THE COLORS OF THE MIND"The colors of the mind, excited by a flower or the moon
should not be seen as self at all, but we think of them as our self."
- Dogen, from Shobogenzo chapter 91 (Yui Butsu Yo Butsu
"Buddhas Alone Together With Buddhas")
Nice one, Dogen. Now Dogen was a Japanese
monk who lived in a temple way out in the mountains of rural Gifu Prefecture in
the 1200's. Looking at flowers and the moon were the kinds of things that
turned him on. He was, shall we say, easily amused. We'd have a much better
world if more people today were so easily amused. But we aren't. Zen dudes get
all hung up on images of flowers and water and trees and all of that and it
blinds them to any real understanding of their own situation which usually
isn't all lotus blossoms and babbling brooks.
Today we could say, "The colors of the
mind excited by a CNN report on the looting in Baghdad or the incredible
lame-ness of the latest Madonna song should not be seen as self." Or even,
"The colors of the mind excited by a noisy and belligerent web-page whose
writer claims to be a 'Buddhist' should not be seen as self." Whatever it
is that grinds your crankshaft, be careful you don't start looking upon it as
your "self."
Human beings have amazingly highly developed
brains and for that reason we get easily confused between thought and reality.
Our biggest, most deepest, most astoundingly brilliantest thoughts are nothing
more than thoughts. Just electrical activity, changes in the organic chemistry
of the brain. Big fat hairy deal. It's easy to say this. But it's really really
hard to actually come to grips with it.
We take the colors of mind to be much more
than they are. But our thoughts are only thoughts. They go just so far and then
stop. All of them, even the most urgent, the most violent, the most sexy, the
most profound. They just go a little way and then peter out. Poof!
Your body reacts nearly the same way to vivid
thoughts about imminent danger as it does to real danger. And it's not just
thoughts of danger that work like this. It's all of our thoughts. Rather than
just living your life moment by moment as it happens, you're stuck in all these
twisting swirling loops of thought that have your body reacting in all kinds of
ways it doesn't need to in response to situations which not only do not exist,
but which never could possibly exist. No matter how much you think you can
encompass the whole universe in your conscious mind, it'll never happen.
Whatever future situation you're worried about right now -- no matter what it
is -- will never come to pass. I guarantee this, no matter who you are or what
you're facing. It can't happen the way you imagine it.
In your mind you have created this thing
called "me" which you believe thinks and feels and experiences.
You're terrified of the day that thing will come to an end. And you're
petrified that this "me" might someday find itself in some horrendous
situation. You make all sorts of efforts to protect this thing above all else.
You buy it gifts. You show it off to the world and hope that others envy it.
You want it to become rich and famous. To live in a beautiful house with a
bodacious wife or a hunky husband. Every minute of every day you look for new
reasons to make believe it exists and that it is important.
But it doesn't and it's not.
It's a phantom, an illusion. This thing
you've elevated to God like stature does not even exist. It's just another
thought. No bigger or realer than any of your thoughts.
You are not you because you are everything.
This isn't just a philosophical position I'm
taking. It's the real truth of the matter. It's something any human being can
become aware of, and once you become aware of it it's impossible to doubt. You
won't suddenly learn the secret numbers to everyone in the world's bank cards.
Yet you will come to understand in a very profound way that you and everyone
else share exactly the same body and mind. Or, as Buddha said, "I, along
with everything in the universe, have become awakened."
And yet you find you can't really express it
to anyone. Even though anyone you might care to try and express it to is you
and therefore sees it just as clearly as you do.
Ironical, ain't it?
You are everything because there is nothing
else you can be. You are reading yourself. There's really nothing else that
could possibly be happening. There is nowhere else to go.
And, just by the way here, when you see that
everyone is you and you are everyone, you'll also come to understand that
everyone in the world is just as dumb as you are. This will alleviate a lot of
the stress you feel. It's hard to worry what other people might think when you
realize their thoughts are just as dopey and meaningless as yours.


_Work item_
Repeat the entries exactly, and do not carry the pictures over.

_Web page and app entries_
_ _ _ _

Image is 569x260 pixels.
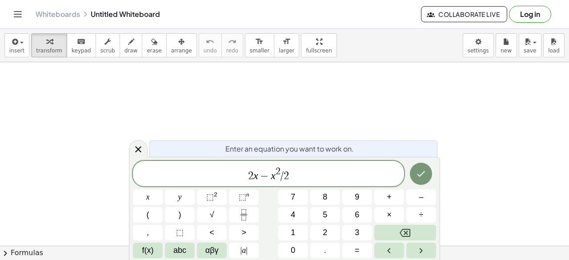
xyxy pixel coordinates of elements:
button: format_sizelarger [274,33,299,57]
span: 0 [291,244,295,256]
button: Greater than [229,225,259,240]
var: x [271,170,276,181]
button: Fraction [229,207,259,223]
span: = [355,244,360,256]
button: Square root [197,207,227,223]
span: < [209,227,214,239]
button: load [543,33,564,57]
i: format_size [282,36,291,47]
span: . [324,244,326,256]
span: f(x) [142,244,154,256]
button: settings [463,33,494,57]
span: settings [468,48,489,54]
span: redo [226,48,238,54]
span: x [146,191,150,203]
span: draw [124,48,138,54]
span: arrange [171,48,192,54]
button: scrub [96,33,120,57]
button: redoredo [221,33,243,57]
span: y [178,191,182,203]
button: 2 [310,225,340,240]
button: undoundo [199,33,222,57]
span: , [147,227,149,239]
button: Backspace [374,225,436,240]
span: 2 [248,171,253,181]
button: save [519,33,541,57]
button: draw [120,33,143,57]
span: fullscreen [306,48,332,54]
button: Placeholder [165,225,195,240]
span: scrub [100,48,115,54]
button: Equals [342,243,372,258]
var: x [253,170,258,181]
span: transform [36,48,62,54]
span: Enter an equation you want to work on. [225,144,354,154]
button: Done [410,163,432,185]
button: new [496,33,517,57]
button: fullscreen [301,33,336,57]
span: / [280,171,284,181]
span: ( [147,209,149,221]
span: 9 [355,191,359,203]
button: 7 [278,189,308,205]
span: 2 [284,171,289,181]
button: Functions [133,243,163,258]
span: Collaborate Live [428,10,500,18]
i: format_size [255,36,264,47]
span: αβγ [205,244,219,256]
i: redo [228,36,236,47]
span: smaller [250,48,269,54]
button: Toggle navigation [11,7,25,21]
span: ⬚ [239,192,246,201]
button: Right arrow [406,243,436,258]
button: x [133,189,163,205]
i: keyboard [77,36,85,47]
span: + [387,191,392,203]
button: Less than [197,225,227,240]
span: 2 [323,227,327,239]
button: Log in [509,6,551,23]
span: 5 [323,209,327,221]
button: 3 [342,225,372,240]
button: Greek alphabet [197,243,227,258]
button: Minus [406,189,436,205]
sup: 2 [214,191,217,198]
sup: n [246,191,249,198]
button: arrange [166,33,197,57]
button: . [310,243,340,258]
button: 6 [342,207,372,223]
button: transform [31,33,67,57]
button: Alphabet [165,243,195,258]
span: undo [204,48,217,54]
span: √ [210,209,214,221]
span: a [240,244,248,256]
button: format_sizesmaller [245,33,274,57]
button: Plus [374,189,404,205]
span: ⬚ [176,227,184,239]
button: ( [133,207,163,223]
button: 8 [310,189,340,205]
a: Whiteboards [36,10,80,19]
span: ) [179,209,181,221]
button: 5 [310,207,340,223]
span: insert [9,48,24,54]
button: ) [165,207,195,223]
button: Squared [197,189,227,205]
span: larger [279,48,294,54]
span: 6 [355,209,359,221]
button: Superscript [229,189,259,205]
i: undo [206,36,214,47]
button: 9 [342,189,372,205]
button: erase [142,33,166,57]
button: Absolute value [229,243,259,258]
span: keypad [72,48,91,54]
button: keyboardkeypad [67,33,96,57]
span: save [524,48,536,54]
span: − [258,171,271,181]
button: 0 [278,243,308,258]
span: ÷ [419,209,424,221]
button: 1 [278,225,308,240]
span: new [500,48,512,54]
span: 2 [276,167,280,176]
span: | [246,246,248,255]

_ _ _ _

_Task output_
Image is 569x260 pixels.
xyxy pixel coordinates of elements:
button: format_sizelarger [274,33,299,57]
span: 0 [291,244,295,256]
button: Greater than [229,225,259,240]
var: x [271,170,276,181]
button: Fraction [229,207,259,223]
span: = [355,244,360,256]
button: Square root [197,207,227,223]
span: < [209,227,214,239]
button: load [543,33,564,57]
i: format_size [282,36,291,47]
span: . [324,244,326,256]
span: f(x) [142,244,154,256]
button: settings [463,33,494,57]
span: settings [468,48,489,54]
span: redo [226,48,238,54]
span: x [146,191,150,203]
span: draw [124,48,138,54]
span: arrange [171,48,192,54]
button: scrub [96,33,120,57]
button: redoredo [221,33,243,57]
span: y [178,191,182,203]
button: 2 [310,225,340,240]
button: undoundo [199,33,222,57]
span: , [147,227,149,239]
button: Backspace [374,225,436,240]
span: 2 [248,171,253,181]
button: save [519,33,541,57]
button: draw [120,33,143,57]
span: fullscreen [306,48,332,54]
button: Placeholder [165,225,195,240]
span: scrub [100,48,115,54]
button: Equals [342,243,372,258]
var: x [253,170,258,181]
span: transform [36,48,62,54]
span: Enter an equation you want to work on. [225,144,354,154]
button: Done [410,163,432,185]
button: new [496,33,517,57]
button: fullscreen [301,33,336,57]
span: / [280,171,284,181]
span: ( [147,209,149,221]
span: 9 [355,191,359,203]
button: 7 [278,189,308,205]
span: 2 [284,171,289,181]
button: Functions [133,243,163,258]
span: Collaborate Live [428,10,500,18]
i: format_size [255,36,264,47]
span: αβγ [205,244,219,256]
i: redo [228,36,236,47]
span: smaller [250,48,269,54]
button: Toggle navigation [11,7,25,21]
span: ⬚ [239,192,246,201]
button: Right arrow [406,243,436,258]
button: x [133,189,163,205]
i: keyboard [77,36,85,47]
span: + [387,191,392,203]
button: Less than [197,225,227,240]
span: 2 [323,227,327,239]
button: Log in [509,6,551,23]
span: 5 [323,209,327,221]
button: 3 [342,225,372,240]
button: Greek alphabet [197,243,227,258]
button: Minus [406,189,436,205]
sup: 2 [214,191,217,198]
sup: n [246,191,249,198]
button: arrange [166,33,197,57]
button: . [310,243,340,258]
button: 6 [342,207,372,223]
button: transform [31,33,67,57]
button: Alphabet [165,243,195,258]
span: undo [204,48,217,54]
span: √ [210,209,214,221]
span: a [240,244,248,256]
button: format_sizesmaller [245,33,274,57]
button: Plus [374,189,404,205]
span: ⬚ [176,227,184,239]
button: ( [133,207,163,223]
button: 8 [310,189,340,205]
a: Whiteboards [36,10,80,19]
span: ) [179,209,181,221]
button: 5 [310,207,340,223]
span: insert [9,48,24,54]
button: ) [165,207,195,223]
button: Squared [197,189,227,205]
span: larger [279,48,294,54]
span: 6 [355,209,359,221]
button: Superscript [229,189,259,205]
i: undo [206,36,214,47]
button: 9 [342,189,372,205]
button: erase [142,33,166,57]
button: Absolute value [229,243,259,258]
span: keypad [72,48,91,54]
button: keyboardkeypad [67,33,96,57]
span: save [524,48,536,54]
span: − [258,171,271,181]
button: 0 [278,243,308,258]
span: ÷ [419,209,424,221]
button: 1 [278,225,308,240]
span: new [500,48,512,54]
span: 2 [276,167,280,176]
span: | [246,246,248,255]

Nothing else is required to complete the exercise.